French students protest higher education reform

12.05.2018, Paris.

Law and Political Sciences Department students at Paris Nanterre University (Paris 10) could not reach the place where their exams were supposed to take place because it was blocked by the students’ trade union, AFP reported on May 11.

The exams scheduled for May 11 and 12 were cancelled. Earlier, on May 10th Grenoble University rescheduled its exams. But in general, the student movement is growing smaller, media believes. The Ministry reported only about two universities being blocked (Rennes 2 and Nanterre universities) and five experiencing unrest (Limoges, Nantes, Marseille, Sorbonne, and Paris 8 universities) as of May 10.

Nanterre university continues to be in the list of the universities fully blocked by the reform opponents, who blame the reform of creating a nontransparent enrollment system.

France has been paralyzed by students’ unrest since March 2018 following the adoption of a new higher education law, which Frédérique Vidal, Minister of Higher Education, Research and Innovation called the “Orientation and Success Bill” (“Orientation et réussite des étudiants”).

French system of higher education provides that students can enroll based on the results of their high school exams with no entry exams being passed (except for higher engineering schools ). As a result, the competition to some universities has risen to such a degree that these universities have no physical capacity to enroll everyone who applies. But the real competition happens at the first year of education exams filtering about 60 percent of the students out.

At the same time, graduates of other departments cannot find a job.
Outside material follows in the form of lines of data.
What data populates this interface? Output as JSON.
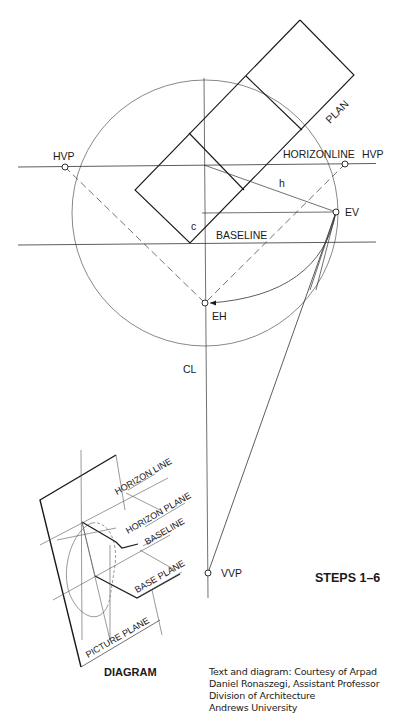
{
  "diagram": {
    "steps_label": "STEPS 1–6",
    "labels": {
      "plan": "PLAN",
      "horizon_line": "HORIZONLINE",
      "baseline": "BASELINE",
      "hvp_left": "HVP",
      "hvp_right": "HVP",
      "ev": "EV",
      "eh": "EH",
      "cl": "CL",
      "vvp": "VVP",
      "h": "h",
      "c": "c"
    },
    "inset": {
      "title": "DIAGRAM",
      "labels": {
        "horizon_line": "HORIZON LINE",
        "horizon_plane": "HORIZON PLANE",
        "baseline": "BASELINE",
        "base_plane": "BASE PLANE",
        "picture_plane": "PICTURE PLANE"
      }
    },
    "points": {
      "hvp_left": [
        65,
        167
      ],
      "hvp_right": [
        345,
        164
      ],
      "ev": [
        336,
        212
      ],
      "eh": [
        205,
        303
      ],
      "vvp": [
        208,
        573
      ]
    },
    "circle": {
      "cx": 205,
      "cy": 213,
      "r": 133
    },
    "colors": {
      "ink": "#1a1a1a",
      "thin": "#555555",
      "background": "#ffffff"
    }
  },
  "credit": {
    "lines": [
      "Text and diagram:  Courtesy of Arpad",
      "Daniel Ronaszegi, Assistant Professor",
      "Division of Architecture",
      "Andrews University"
    ]
  }
}
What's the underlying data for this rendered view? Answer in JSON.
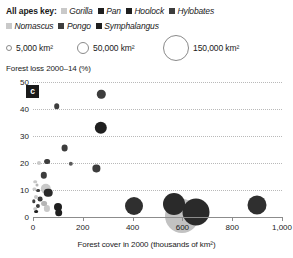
{
  "key": {
    "title": "All apes key:",
    "genera": [
      {
        "name": "Gorilla",
        "color": "#c9c9c9"
      },
      {
        "name": "Pan",
        "color": "#1f1f1f"
      },
      {
        "name": "Hoolock",
        "color": "#1f1f1f"
      },
      {
        "name": "Hylobates",
        "color": "#3d3d3d"
      },
      {
        "name": "Nomascus",
        "color": "#c9c9c9"
      },
      {
        "name": "Pongo",
        "color": "#3d3d3d"
      },
      {
        "name": "Symphalangus",
        "color": "#1f1f1f"
      }
    ]
  },
  "size_key": {
    "items": [
      {
        "label": "5,000 km²",
        "diameter_px": 4
      },
      {
        "label": "50,000 km²",
        "diameter_px": 10
      },
      {
        "label": "150,000 km²",
        "diameter_px": 22
      }
    ]
  },
  "panel": {
    "tag": "c"
  },
  "chart_data": {
    "type": "scatter",
    "title": "",
    "xlabel": "Forest cover in 2000 (thousands of km²)",
    "ylabel": "Forest loss 2000–14 (%)",
    "xlim": [
      0,
      1000
    ],
    "ylim": [
      0,
      50
    ],
    "xticks": [
      0,
      200,
      400,
      600,
      800,
      1000
    ],
    "xtick_labels": [
      "0",
      "200",
      "400",
      "600",
      "800",
      "1,000"
    ],
    "yticks": [
      0,
      10,
      20,
      30,
      40,
      50
    ],
    "ytick_labels": [
      "0",
      "10",
      "20",
      "30",
      "40",
      "50"
    ],
    "grid": "horizontal-dotted",
    "legend": "top",
    "size_encoding": "range area (km²)",
    "points": [
      {
        "genus": "Hylobates",
        "x": 274,
        "y": 45.5,
        "size": 14000,
        "color": "#3d3d3d",
        "r": 4.2
      },
      {
        "genus": "Hylobates",
        "x": 96,
        "y": 41.0,
        "size": 5000,
        "color": "#3d3d3d",
        "r": 2.8
      },
      {
        "genus": "Hoolock",
        "x": 272,
        "y": 33.0,
        "size": 30000,
        "color": "#1f1f1f",
        "r": 6.2
      },
      {
        "genus": "Hylobates",
        "x": 127,
        "y": 25.5,
        "size": 9000,
        "color": "#3d3d3d",
        "r": 3.4
      },
      {
        "genus": "Hylobates",
        "x": 57,
        "y": 20.5,
        "size": 6000,
        "color": "#3d3d3d",
        "r": 2.9
      },
      {
        "genus": "Nomascus",
        "x": 24,
        "y": 20.0,
        "size": 2500,
        "color": "#c9c9c9",
        "r": 2.0
      },
      {
        "genus": "Hylobates",
        "x": 152,
        "y": 19.6,
        "size": 3500,
        "color": "#5a5a5a",
        "r": 2.2
      },
      {
        "genus": "Hoolock",
        "x": 255,
        "y": 18.0,
        "size": 10000,
        "color": "#3d3d3d",
        "r": 3.6
      },
      {
        "genus": "Hylobates",
        "x": 43,
        "y": 15.5,
        "size": 8000,
        "color": "#3d3d3d",
        "r": 3.2
      },
      {
        "genus": "Nomascus",
        "x": 10,
        "y": 13.0,
        "size": 2000,
        "color": "#c9c9c9",
        "r": 1.8
      },
      {
        "genus": "Nomascus",
        "x": 16,
        "y": 12.0,
        "size": 1500,
        "color": "#b5b5b5",
        "r": 1.5
      },
      {
        "genus": "Gorilla",
        "x": 52,
        "y": 10.4,
        "size": 45000,
        "color": "#c9c9c9",
        "r": 5.2
      },
      {
        "genus": "Pan",
        "x": 61,
        "y": 9.0,
        "size": 30000,
        "color": "#2a2a2a",
        "r": 4.3
      },
      {
        "genus": "Nomascus",
        "x": 6,
        "y": 10.5,
        "size": 1500,
        "color": "#c9c9c9",
        "r": 1.6
      },
      {
        "genus": "Hylobates",
        "x": 21,
        "y": 9.8,
        "size": 2500,
        "color": "#3d3d3d",
        "r": 1.9
      },
      {
        "genus": "Nomascus",
        "x": 13,
        "y": 7.5,
        "size": 2500,
        "color": "#c9c9c9",
        "r": 2.0
      },
      {
        "genus": "Hylobates",
        "x": 30,
        "y": 6.5,
        "size": 4000,
        "color": "#3d3d3d",
        "r": 2.4
      },
      {
        "genus": "Nomascus",
        "x": 43,
        "y": 5.0,
        "size": 6000,
        "color": "#b5b5b5",
        "r": 2.9
      },
      {
        "genus": "Nomascus",
        "x": 55,
        "y": 3.2,
        "size": 7000,
        "color": "#c9c9c9",
        "r": 3.1
      },
      {
        "genus": "Hylobates",
        "x": 20,
        "y": 4.0,
        "size": 3000,
        "color": "#3d3d3d",
        "r": 2.1
      },
      {
        "genus": "Nomascus",
        "x": 8,
        "y": 3.0,
        "size": 2000,
        "color": "#c9c9c9",
        "r": 1.8
      },
      {
        "genus": "Symphalangus",
        "x": 12,
        "y": 2.0,
        "size": 2500,
        "color": "#1f1f1f",
        "r": 1.9
      },
      {
        "genus": "Hylobates",
        "x": 4,
        "y": 5.8,
        "size": 2000,
        "color": "#3d3d3d",
        "r": 1.7
      },
      {
        "genus": "Symphalangus",
        "x": 100,
        "y": 3.8,
        "size": 16000,
        "color": "#1f1f1f",
        "r": 4.0
      },
      {
        "genus": "Symphalangus",
        "x": 104,
        "y": 1.6,
        "size": 14000,
        "color": "#1f1f1f",
        "r": 3.8
      },
      {
        "genus": "Pongo",
        "x": 404,
        "y": 4.0,
        "size": 52000,
        "color": "#2f2f2f",
        "r": 9.0
      },
      {
        "genus": "Gorilla",
        "x": 600,
        "y": 0.5,
        "size": 150000,
        "color": "#c2c2c2",
        "r": 17.0
      },
      {
        "genus": "Pan",
        "x": 566,
        "y": 5.0,
        "size": 60000,
        "color": "#2a2a2a",
        "r": 11.0
      },
      {
        "genus": "Pan",
        "x": 656,
        "y": 2.0,
        "size": 85000,
        "color": "#2a2a2a",
        "r": 13.5
      },
      {
        "genus": "Pan",
        "x": 898,
        "y": 4.6,
        "size": 52000,
        "color": "#2f2f2f",
        "r": 9.5
      }
    ]
  }
}
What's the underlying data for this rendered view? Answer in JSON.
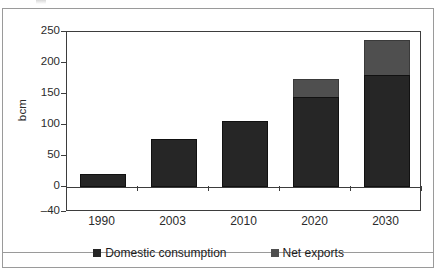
{
  "chart_data": {
    "type": "bar",
    "stacked": true,
    "title": "",
    "xlabel": "",
    "ylabel": "bcm",
    "categories": [
      "1990",
      "2003",
      "2010",
      "2020",
      "2030"
    ],
    "series": [
      {
        "name": "Domestic consumption",
        "color": "#262626",
        "values": [
          21,
          78,
          107,
          145,
          180
        ]
      },
      {
        "name": "Net exports",
        "color": "#4f4f4f",
        "values": [
          0,
          0,
          0,
          30,
          57
        ]
      }
    ],
    "totals": [
      21,
      78,
      107,
      175,
      237
    ],
    "ylim": [
      -40,
      250
    ],
    "yticks": [
      250,
      200,
      150,
      100,
      50,
      0,
      -40
    ],
    "ytick_labels": [
      "250",
      "200",
      "150",
      "100",
      "50",
      "0",
      "–40"
    ],
    "grid": false,
    "legend_position": "bottom",
    "legend": [
      "Domestic consumption",
      "Net exports"
    ]
  },
  "axis": {
    "y_title": "bcm"
  },
  "legend": {
    "items": [
      {
        "label": "Domestic consumption"
      },
      {
        "label": "Net exports"
      }
    ]
  }
}
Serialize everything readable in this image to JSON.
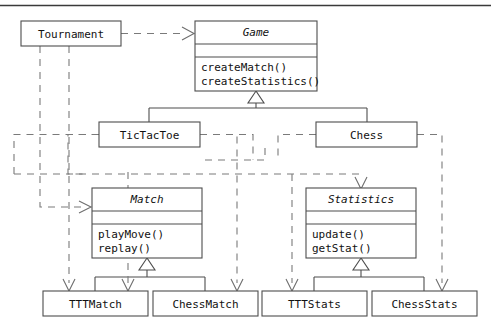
{
  "diagram": {
    "kind": "uml-class-diagram",
    "top_rule": true,
    "stroke_color": "#4d4d4d",
    "dashed_color": "#7a7a7a",
    "background": "#ffffff",
    "classes": [
      {
        "id": "tournament",
        "name": "Tournament",
        "abstract": false,
        "compartments": 1,
        "operations": [],
        "x": 21,
        "y": 21,
        "w": 100,
        "h": 25
      },
      {
        "id": "game",
        "name": "Game",
        "abstract": true,
        "compartments": 3,
        "operations": [
          "createMatch()",
          "createStatistics()"
        ],
        "x": 195,
        "y": 21,
        "w": 122,
        "h": 70
      },
      {
        "id": "tictactoe",
        "name": "TicTacToe",
        "abstract": false,
        "compartments": 1,
        "operations": [],
        "x": 99,
        "y": 122,
        "w": 101,
        "h": 25
      },
      {
        "id": "chess",
        "name": "Chess",
        "abstract": false,
        "compartments": 1,
        "operations": [],
        "x": 316,
        "y": 122,
        "w": 101,
        "h": 25
      },
      {
        "id": "match",
        "name": "Match",
        "abstract": true,
        "compartments": 3,
        "operations": [
          "playMove()",
          "replay()"
        ],
        "x": 92,
        "y": 188,
        "w": 110,
        "h": 70
      },
      {
        "id": "statistics",
        "name": "Statistics",
        "abstract": true,
        "compartments": 3,
        "operations": [
          "update()",
          "getStat()"
        ],
        "x": 306,
        "y": 188,
        "w": 110,
        "h": 70
      },
      {
        "id": "tttmatch",
        "name": "TTTMatch",
        "abstract": false,
        "compartments": 1,
        "operations": [],
        "x": 43,
        "y": 291,
        "w": 105,
        "h": 25
      },
      {
        "id": "chessmatch",
        "name": "ChessMatch",
        "abstract": false,
        "compartments": 1,
        "operations": [],
        "x": 153,
        "y": 291,
        "w": 105,
        "h": 25
      },
      {
        "id": "tttstats",
        "name": "TTTStats",
        "abstract": false,
        "compartments": 1,
        "operations": [],
        "x": 262,
        "y": 291,
        "w": 105,
        "h": 25
      },
      {
        "id": "chessstats",
        "name": "ChessStats",
        "abstract": false,
        "compartments": 1,
        "operations": [],
        "x": 372,
        "y": 291,
        "w": 105,
        "h": 25
      }
    ],
    "relationships": [
      {
        "from": "tournament",
        "to": "game",
        "type": "dependency"
      },
      {
        "from": "tictactoe",
        "to": "game",
        "type": "generalization"
      },
      {
        "from": "chess",
        "to": "game",
        "type": "generalization"
      },
      {
        "from": "tttmatch",
        "to": "match",
        "type": "generalization"
      },
      {
        "from": "chessmatch",
        "to": "match",
        "type": "generalization"
      },
      {
        "from": "tttstats",
        "to": "statistics",
        "type": "generalization"
      },
      {
        "from": "chessstats",
        "to": "statistics",
        "type": "generalization"
      },
      {
        "from": "tournament",
        "to": "match",
        "type": "dependency"
      },
      {
        "from": "tournament",
        "to": "tttmatch",
        "type": "dependency"
      },
      {
        "from": "tictactoe",
        "to": "match",
        "type": "dependency"
      },
      {
        "from": "tictactoe",
        "to": "tttmatch",
        "type": "dependency"
      },
      {
        "from": "tictactoe",
        "to": "tttstats",
        "type": "dependency"
      },
      {
        "from": "chess",
        "to": "statistics",
        "type": "dependency"
      },
      {
        "from": "chess",
        "to": "chessmatch",
        "type": "dependency"
      },
      {
        "from": "chess",
        "to": "chessstats",
        "type": "dependency"
      }
    ]
  }
}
Accordingly, these departments are viewed as less popular.

The new bill provides selection based on the student’s profile at Parcoursup system registering all school records of a student. Students having more or less equal quantitative results are then being evaluated under subjective criteria. The enrollment committee has to evaluate self-assessment, motivation, and professional experience of a student (reports on internships, acquaintances in the field of profession).

Education professionals say that this practice can lead to increased social inaccessibility of a number of professions to low-status families existing in a quite strong estates system on top of everything.

University rectors also challenge the “Orientation and Success Bill”. They call it immature and failing to address the problems of education, and refuse to perform segregation of this sort due to the lack of time, assets and ideological uncertainty. The Poitiers, Rouen, Lyon 2, Bordeaux, Michel de Montaigne and Pau universities made this decision. “Other means are required to create a bill of such a scale to positively respond to a number of problems,” head of the Le Mans university Rachid El Guerjouma thinks.